2.4. Carbonyl Compound Measurements
Using HPLC–UV, the aldehydes, as their 2,4-dinitrophenylhydrazine (DNPH) derivatives, were identified. The derivatization of the carbonyl compounds required reacting 5 mL aliquots of the sample supernatants with 5 mL aliquots of the DNPH reagent (0.4 mg DNPH dissolved in 2 mL H2SO4, 3 mL H2O, and 25 mL of ethanol) for 12 h. The carbonyl derivatives precipitated as yellow-orange crystals, which were filtered, dried, recrystallized, and redissolved in acetonitrile for subsequent analysis. The elution times of the carbonyl DNPH derivatives of formaldehyde, acetaldehyde, glyoxal, pyruvaldehyde, and DL-glyceraldehyde (as standard compounds) were measured.
2.5. Analysis of Samples
2.5.1. HPLC–UV Analysis
For the HPLC–UV analysis of the carbonyl compounds, we used a Knauer
®, Berlin, Germany) Azura P 4.1S HPLC pump equipped with a Knauer
® Azura UVD 2.1S UV detector.
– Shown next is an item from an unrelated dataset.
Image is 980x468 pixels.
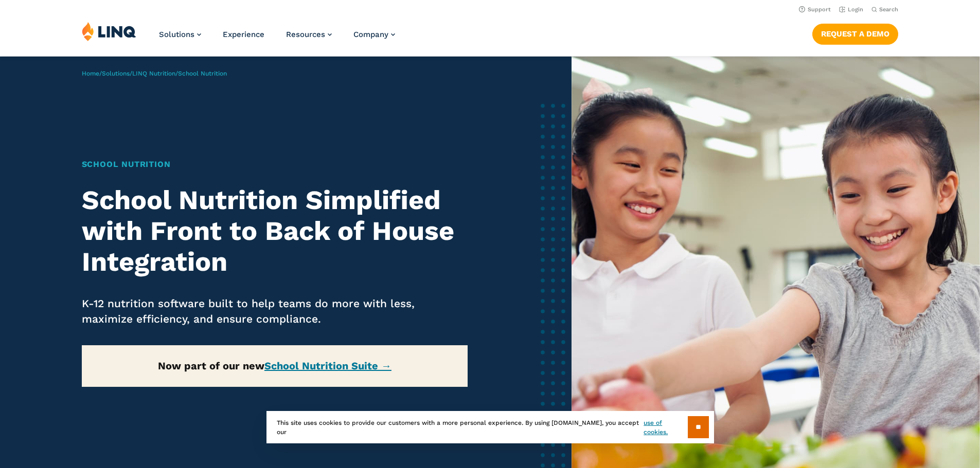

The derivatives of the carbonyl compounds were monitored by measuring their absorbance at 360 nm. The derivatives were separated in a Beckman
® Ultrasphere C-18 ODS column (250 × 4.6 mm) using isocratic elution at 1.0 mL/min with a mobile phase comprising 70% acetonitrile and 30% water. The elution times of the standard carbonyl–DNPH derivatives are presented in
Table 1.
The elution times in the sample supernatants, which were unknown, were identified by comparing them with those of the standard aldehydes and carbohydrates. The quantitation of the remnant DL-glyceraldehyde in the experimental samples was determined by measuring the absorbance of DL-glyceraldehyde–DNPH at 360 nm as a function of time, employing the Beer–Lambert law to calculate the sample concentration. The calibration curve was constructed using the glyceraldehyde–DNPH standards, with a concentration interval of 1 × 10−3 to 1 × 10−5 mol/L.
2.5.2. UV–Vis Spectroscopy
For the UV–Vis spectroscopic analysis, we used a Cary 100 spectrophotometer (Varian, Palo Alto, CA, USA). The supernatants of the DL-glyceraldehyde solutions after sorption were analyzed, monitoring their absorbance at 285 nm, which corresponds to DL-glyceraldehyde in solution. A concentrated (0.2 mol/L) solution was used to increase the sensitivity of the analyte to UV detection.
2.5.3. X-ray Diffraction Analysis
The purity of the natural goethite samples was measured by X-ray diffraction (XRD) using an Empyrean diffractometer (Malvern Panalytical®, Malvern, Worcs, UK) equipped with a PIXcel3D detector, with filtered Fe radiation of 60 kV at 2θ angles of 4° to 70°. The samples were prepared by grinding the goethite with an agate mortar to a particle size of less than <75 µm. The mineral powder was then pressed onto the diffractometer’s aluminum sample holder. The software HighScore (Malvern Panalytical®, Malvern, Worcs, UK), the Inorganic Crystal Structure Database (ICSD), and the International Center for Diffraction Data (ICDD) database were used for the mineral phase identification of the measured samples.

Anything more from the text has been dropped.